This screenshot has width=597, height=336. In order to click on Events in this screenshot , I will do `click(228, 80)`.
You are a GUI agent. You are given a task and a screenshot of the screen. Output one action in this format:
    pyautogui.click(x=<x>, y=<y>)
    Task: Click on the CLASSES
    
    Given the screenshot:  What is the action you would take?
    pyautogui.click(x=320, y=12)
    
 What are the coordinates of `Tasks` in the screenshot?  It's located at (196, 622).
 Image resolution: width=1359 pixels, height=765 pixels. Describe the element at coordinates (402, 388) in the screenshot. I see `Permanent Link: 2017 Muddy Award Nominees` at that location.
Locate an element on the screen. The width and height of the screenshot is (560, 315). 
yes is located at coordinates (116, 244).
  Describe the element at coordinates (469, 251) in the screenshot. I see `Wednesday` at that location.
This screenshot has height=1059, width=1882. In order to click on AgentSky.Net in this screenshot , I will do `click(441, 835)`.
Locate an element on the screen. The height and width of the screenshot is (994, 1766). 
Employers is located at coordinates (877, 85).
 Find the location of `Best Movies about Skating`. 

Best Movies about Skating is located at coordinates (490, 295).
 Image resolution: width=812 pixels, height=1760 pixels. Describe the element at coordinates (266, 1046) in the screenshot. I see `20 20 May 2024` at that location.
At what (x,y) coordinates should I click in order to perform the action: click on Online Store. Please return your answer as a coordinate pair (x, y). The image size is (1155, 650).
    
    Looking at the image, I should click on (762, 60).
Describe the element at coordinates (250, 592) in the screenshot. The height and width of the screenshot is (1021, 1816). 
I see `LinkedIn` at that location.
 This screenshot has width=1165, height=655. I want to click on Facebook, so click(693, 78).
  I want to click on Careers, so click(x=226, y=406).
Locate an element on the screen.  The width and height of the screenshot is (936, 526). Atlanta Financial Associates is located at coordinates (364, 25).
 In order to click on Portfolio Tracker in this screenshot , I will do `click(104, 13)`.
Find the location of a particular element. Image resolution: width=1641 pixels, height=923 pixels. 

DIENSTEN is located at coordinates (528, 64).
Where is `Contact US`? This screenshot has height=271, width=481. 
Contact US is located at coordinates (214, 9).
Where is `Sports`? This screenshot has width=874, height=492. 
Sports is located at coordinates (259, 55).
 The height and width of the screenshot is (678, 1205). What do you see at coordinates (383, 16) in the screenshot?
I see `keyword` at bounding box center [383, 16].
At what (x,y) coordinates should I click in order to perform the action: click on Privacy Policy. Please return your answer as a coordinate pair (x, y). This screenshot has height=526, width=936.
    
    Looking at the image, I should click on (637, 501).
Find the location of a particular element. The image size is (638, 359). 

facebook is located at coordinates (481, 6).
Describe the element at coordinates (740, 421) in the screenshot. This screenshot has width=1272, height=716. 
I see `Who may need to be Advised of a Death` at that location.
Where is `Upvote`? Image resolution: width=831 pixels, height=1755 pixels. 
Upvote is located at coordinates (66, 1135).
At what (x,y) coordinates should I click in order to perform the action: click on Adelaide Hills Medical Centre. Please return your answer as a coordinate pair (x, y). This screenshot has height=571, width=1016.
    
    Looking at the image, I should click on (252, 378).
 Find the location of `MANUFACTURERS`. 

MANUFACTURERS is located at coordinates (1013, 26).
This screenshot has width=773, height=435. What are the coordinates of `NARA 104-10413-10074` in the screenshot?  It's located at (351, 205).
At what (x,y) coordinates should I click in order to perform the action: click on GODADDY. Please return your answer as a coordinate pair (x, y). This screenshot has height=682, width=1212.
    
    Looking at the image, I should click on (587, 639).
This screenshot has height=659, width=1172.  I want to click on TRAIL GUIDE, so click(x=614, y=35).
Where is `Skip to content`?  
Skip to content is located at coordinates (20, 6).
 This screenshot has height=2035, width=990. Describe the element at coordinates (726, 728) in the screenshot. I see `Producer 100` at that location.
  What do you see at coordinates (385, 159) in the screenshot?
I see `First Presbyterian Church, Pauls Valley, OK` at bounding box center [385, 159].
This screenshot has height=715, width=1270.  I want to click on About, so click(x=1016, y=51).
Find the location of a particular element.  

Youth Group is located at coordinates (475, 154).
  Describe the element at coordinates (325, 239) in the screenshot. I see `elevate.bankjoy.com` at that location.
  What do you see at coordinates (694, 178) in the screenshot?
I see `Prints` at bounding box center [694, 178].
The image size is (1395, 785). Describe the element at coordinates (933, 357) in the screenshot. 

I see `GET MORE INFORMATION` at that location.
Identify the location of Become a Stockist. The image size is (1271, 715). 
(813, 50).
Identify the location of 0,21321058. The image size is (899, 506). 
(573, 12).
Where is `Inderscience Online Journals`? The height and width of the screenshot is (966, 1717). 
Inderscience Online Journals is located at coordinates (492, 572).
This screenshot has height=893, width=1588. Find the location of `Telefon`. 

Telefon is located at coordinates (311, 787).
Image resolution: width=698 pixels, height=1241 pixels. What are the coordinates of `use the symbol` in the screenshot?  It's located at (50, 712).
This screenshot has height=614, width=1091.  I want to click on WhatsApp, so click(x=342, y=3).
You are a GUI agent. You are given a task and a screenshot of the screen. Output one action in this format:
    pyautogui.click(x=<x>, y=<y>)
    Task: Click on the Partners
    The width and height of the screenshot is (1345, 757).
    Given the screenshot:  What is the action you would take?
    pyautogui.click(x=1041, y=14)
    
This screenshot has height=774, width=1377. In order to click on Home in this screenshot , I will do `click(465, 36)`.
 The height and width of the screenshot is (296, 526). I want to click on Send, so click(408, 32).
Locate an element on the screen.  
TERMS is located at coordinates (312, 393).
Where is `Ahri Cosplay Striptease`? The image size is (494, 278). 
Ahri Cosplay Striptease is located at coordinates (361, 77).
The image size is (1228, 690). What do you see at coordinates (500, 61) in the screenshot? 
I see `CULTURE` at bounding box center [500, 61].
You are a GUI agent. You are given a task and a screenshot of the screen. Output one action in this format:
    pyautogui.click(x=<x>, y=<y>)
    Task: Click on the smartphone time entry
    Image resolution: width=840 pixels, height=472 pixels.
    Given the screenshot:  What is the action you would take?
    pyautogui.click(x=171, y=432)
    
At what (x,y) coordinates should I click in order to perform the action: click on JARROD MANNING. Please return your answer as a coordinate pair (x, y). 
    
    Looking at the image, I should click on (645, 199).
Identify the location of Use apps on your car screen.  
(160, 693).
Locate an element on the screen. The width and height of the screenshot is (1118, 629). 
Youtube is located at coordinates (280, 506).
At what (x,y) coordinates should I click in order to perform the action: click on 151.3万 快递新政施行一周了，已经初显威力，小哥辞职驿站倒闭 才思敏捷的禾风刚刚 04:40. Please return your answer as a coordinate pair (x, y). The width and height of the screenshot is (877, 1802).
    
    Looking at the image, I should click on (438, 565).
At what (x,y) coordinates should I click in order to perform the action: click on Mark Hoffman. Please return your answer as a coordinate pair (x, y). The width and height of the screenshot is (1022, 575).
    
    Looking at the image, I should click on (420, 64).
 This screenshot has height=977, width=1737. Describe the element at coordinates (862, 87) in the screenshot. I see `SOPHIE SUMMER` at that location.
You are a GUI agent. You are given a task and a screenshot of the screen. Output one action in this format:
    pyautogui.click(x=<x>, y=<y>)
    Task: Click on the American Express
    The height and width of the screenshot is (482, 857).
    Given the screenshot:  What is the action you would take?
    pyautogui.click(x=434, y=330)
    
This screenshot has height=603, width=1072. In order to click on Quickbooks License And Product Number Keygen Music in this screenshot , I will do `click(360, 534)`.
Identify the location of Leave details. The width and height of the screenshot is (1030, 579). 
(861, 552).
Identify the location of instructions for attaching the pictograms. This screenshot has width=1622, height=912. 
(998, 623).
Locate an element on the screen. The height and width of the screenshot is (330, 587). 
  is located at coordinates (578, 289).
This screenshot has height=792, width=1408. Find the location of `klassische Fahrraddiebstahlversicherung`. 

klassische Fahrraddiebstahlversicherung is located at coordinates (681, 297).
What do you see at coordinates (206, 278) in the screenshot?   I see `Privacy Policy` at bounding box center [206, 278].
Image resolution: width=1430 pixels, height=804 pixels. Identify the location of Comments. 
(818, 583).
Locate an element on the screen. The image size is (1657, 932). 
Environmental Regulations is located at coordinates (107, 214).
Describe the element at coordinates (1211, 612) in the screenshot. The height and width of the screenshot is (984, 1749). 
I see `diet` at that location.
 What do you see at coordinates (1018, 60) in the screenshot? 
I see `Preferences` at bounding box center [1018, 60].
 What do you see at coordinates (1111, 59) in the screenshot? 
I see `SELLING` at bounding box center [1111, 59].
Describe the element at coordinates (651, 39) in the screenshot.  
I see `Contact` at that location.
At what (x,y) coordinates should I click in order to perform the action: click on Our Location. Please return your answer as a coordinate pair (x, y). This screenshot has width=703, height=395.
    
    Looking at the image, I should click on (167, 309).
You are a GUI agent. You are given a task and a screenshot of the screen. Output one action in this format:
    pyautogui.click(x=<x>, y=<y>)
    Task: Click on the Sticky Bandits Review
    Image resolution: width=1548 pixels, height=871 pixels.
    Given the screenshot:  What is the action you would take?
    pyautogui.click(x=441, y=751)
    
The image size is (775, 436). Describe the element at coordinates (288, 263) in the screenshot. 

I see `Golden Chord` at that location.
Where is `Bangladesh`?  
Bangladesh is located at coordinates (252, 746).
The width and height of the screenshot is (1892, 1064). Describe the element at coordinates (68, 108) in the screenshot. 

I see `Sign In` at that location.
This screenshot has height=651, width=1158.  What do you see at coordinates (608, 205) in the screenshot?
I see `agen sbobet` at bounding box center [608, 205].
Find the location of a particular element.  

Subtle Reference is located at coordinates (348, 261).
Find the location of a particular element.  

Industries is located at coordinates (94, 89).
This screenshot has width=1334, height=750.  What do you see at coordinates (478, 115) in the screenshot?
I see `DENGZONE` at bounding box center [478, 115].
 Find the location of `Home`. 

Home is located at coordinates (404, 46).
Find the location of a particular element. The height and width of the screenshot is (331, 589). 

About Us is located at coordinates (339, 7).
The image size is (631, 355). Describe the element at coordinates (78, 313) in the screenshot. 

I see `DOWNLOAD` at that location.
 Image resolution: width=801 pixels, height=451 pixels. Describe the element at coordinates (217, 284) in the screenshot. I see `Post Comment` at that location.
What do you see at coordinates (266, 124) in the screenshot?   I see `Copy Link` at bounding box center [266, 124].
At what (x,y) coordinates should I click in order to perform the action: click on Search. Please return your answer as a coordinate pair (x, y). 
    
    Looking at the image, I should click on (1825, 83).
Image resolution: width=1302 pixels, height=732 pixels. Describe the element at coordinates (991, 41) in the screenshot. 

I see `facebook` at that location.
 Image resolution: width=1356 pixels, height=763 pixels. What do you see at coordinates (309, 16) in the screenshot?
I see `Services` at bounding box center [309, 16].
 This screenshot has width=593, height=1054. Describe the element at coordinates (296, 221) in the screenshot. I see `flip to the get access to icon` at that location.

----

Given the records above, restate word for word only the lines starting at the one with "The image size is (1395, 785)." and ending at the one with "Image resolution: width=698".

EXPECTED OUTPUT:
The image size is (1395, 785). Describe the element at coordinates (933, 357) in the screenshot. 

I see `GET MORE INFORMATION` at that location.
Identify the location of Become a Stockist. The image size is (1271, 715). 
(813, 50).
Identify the location of 0,21321058. The image size is (899, 506). 
(573, 12).
Where is `Inderscience Online Journals`? The height and width of the screenshot is (966, 1717). 
Inderscience Online Journals is located at coordinates (492, 572).
This screenshot has height=893, width=1588. Find the location of `Telefon`. 

Telefon is located at coordinates (311, 787).
Image resolution: width=698 pixels, height=1241 pixels. What are the coordinates of `use the symbol` in the screenshot?  It's located at (50, 712).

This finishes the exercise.